Though the gig economy is still small — employing 0.5 percent of contingent workers, according to Professors Katz and Krueger — the technologies powering it are likely to fissure the American workplace further.
This sorting would increase the slice of national income going to shareholders and reduce workers’ share. The pattern is consistent with evidence that most of the widening of the nation’s earnings inequality can be explained by growing pay gaps between organizations rather than within them.
Over all, Professor Katz estimates, the sorting of workers into high- and low-end employers accounts for a quarter to a third of the increase of wage inequality in the United States since 1980.
So can Mr. Trump do anything about this? When at the Labor Department, Mr. Weil argued that companies that outsource should share liability with subcontractors for wages and working conditions, so they could not simply wash their hands of responsibility.
It’s not an easy problem to fix, though. As Mr. Weil puts it, “How do you reattach some of the responsibility to the engine of value of these network business systems?” Companies will continue to seek efficiencies by shunting work into these broader networks.

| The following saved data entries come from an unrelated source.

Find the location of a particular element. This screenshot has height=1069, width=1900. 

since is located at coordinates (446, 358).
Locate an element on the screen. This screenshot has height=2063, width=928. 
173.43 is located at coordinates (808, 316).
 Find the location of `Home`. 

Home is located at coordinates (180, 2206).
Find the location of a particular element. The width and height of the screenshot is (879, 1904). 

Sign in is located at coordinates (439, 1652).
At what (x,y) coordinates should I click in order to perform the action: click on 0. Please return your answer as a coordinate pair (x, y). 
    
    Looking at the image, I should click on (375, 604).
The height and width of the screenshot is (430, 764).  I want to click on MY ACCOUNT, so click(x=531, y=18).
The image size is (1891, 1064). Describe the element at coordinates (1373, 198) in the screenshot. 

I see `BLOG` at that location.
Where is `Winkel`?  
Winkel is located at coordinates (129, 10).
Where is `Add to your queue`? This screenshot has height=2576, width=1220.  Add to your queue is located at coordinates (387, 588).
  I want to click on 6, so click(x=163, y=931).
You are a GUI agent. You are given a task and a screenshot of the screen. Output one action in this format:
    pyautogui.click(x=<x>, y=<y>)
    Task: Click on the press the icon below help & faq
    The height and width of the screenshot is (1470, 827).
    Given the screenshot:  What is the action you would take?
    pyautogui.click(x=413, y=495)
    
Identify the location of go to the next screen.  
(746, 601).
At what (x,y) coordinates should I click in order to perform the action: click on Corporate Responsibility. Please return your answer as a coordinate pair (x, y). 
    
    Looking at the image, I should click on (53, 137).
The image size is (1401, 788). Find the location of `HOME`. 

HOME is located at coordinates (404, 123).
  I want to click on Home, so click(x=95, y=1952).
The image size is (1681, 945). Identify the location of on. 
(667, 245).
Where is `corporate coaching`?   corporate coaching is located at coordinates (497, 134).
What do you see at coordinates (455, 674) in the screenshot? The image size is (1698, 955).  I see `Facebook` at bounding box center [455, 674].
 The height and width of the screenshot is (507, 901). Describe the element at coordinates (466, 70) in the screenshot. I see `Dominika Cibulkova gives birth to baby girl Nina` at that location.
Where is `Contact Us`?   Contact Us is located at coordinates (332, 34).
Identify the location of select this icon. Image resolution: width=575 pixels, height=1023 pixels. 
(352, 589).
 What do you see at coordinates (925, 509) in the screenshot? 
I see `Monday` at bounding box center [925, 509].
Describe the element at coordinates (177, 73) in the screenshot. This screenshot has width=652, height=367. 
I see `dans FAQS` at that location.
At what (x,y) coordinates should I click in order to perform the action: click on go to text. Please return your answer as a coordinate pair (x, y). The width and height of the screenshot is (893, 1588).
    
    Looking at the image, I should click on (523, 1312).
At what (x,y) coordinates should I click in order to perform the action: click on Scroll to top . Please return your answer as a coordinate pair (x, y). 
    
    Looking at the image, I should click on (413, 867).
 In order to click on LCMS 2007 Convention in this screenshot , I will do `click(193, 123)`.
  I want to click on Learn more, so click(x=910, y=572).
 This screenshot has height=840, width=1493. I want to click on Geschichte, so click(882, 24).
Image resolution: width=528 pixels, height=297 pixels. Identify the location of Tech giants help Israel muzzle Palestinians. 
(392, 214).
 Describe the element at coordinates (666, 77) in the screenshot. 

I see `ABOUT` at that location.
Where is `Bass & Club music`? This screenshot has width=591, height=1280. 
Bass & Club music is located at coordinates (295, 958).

And it would make little sense to adopt policies that forbid this kind of business organization. Encouraging unions, which many scholars have suggested as a tool to improve wage growth, could well accelerate the splintering.
And yet, there may be a place for incentives to discourage the weakening of labor standards. Some employers might adopt a system like Harvard’s parity policy to ensure that those in contract positions like guards or cafeteria workers get the same pay and benefits as comparable university staff members.
Whatever its difficulties, addressing the vast transformation underway in the organization of work seems more relevant than tilting at windmills in hopes of restoring American manufacturing to its 1950s state.